Independent work should run in parallel — multiple sub-agents, parallel tool calls, fan-out over a list. But unbounded concurrency exhausts rate limits, memory, and budget. This is the harness's scheduler: extracting parallelism while holding hard caps on resource use. The economics are measured, not hypothetical: Anthropic's parallel multi-agent research system consumed roughly 15× the tokens of an ordinary chat — parallelize only what genuinely decomposes, where the result covers the multiplied spend.

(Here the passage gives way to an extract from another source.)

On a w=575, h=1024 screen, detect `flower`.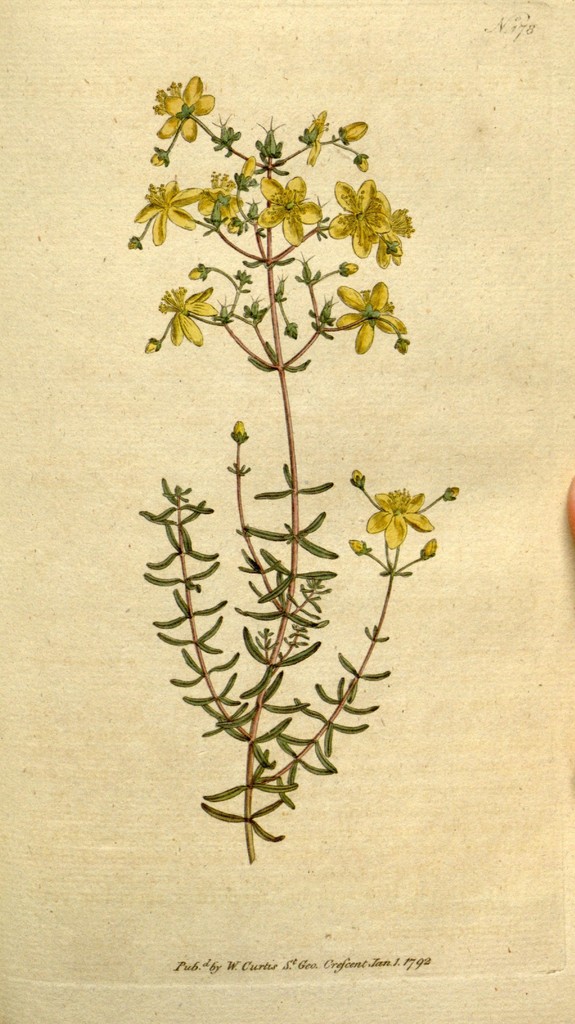
(left=222, top=215, right=243, bottom=232).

Parallelism is the biggest wall-clock win a harness offers and the easiest way to get throttled, OOM-killed, or hit with a surprise bill. The job is to run as much at once as the system can take — and not one unit more.


Structure

Tasks fan out to a worker pool capped at a safe ceiling; excess work queues and runs as slots free up. This is the Parallel pattern with a governor.


How It Works

  1. Identify independence — only genuinely independent tasks parallelize. Anything with ordering or shared-state dependencies stays sequential or coordinates through shared memory.
  2. Cap concurrency — set a worker-pool limit from real constraints: provider rate limits, memory, CPU, and downstream capacity.
  3. Queue the overflow — submit all tasks; run only up to the cap at once, with the rest waiting for a free slot.
  4. Enforce one global ceiling — all concurrent workers count against a single token/cost budget — drawn down as a pool or pre-partitioned into slices — so parallelism can't multiply spend past it.
  5. Collect and handle partial failure — gather results as they finish; one worker failing shouldn't abort the others.

Key Characteristics

  • Throughput up to a hard ceiling — the cap is derived from the tightest real limit (usually provider rate limits), not wishful thinking.
  • Queue, don't drop — excess tasks wait their turn rather than failing or overwhelming the system.
  • Budgets sum to one ceiling — whether workers draw from a common pool or are handed pre-partitioned slices, every worker's spend must count against the same global budget; give each worker an unrelated budget and N workers quietly spend N times the intended total.
  • Isolation makes it safe — concurrent workers need sandbox and state isolation, or they corrupt each other.
  • Failures are partial by default — a robust pool returns the successes and reports the failures rather than collapsing on the first error.

Pitfalls

  • No cap — firing all tasks at once gets you rate-limited, OOM-killed, or a runaway bill.
  • Unanchored per-worker budgets — budgets that don't partition or draw down one shared ceiling defeat the point of having one.
  • Parallelizing dependent work — running tasks concurrently that actually depend on each other produces race conditions and nondeterministic results.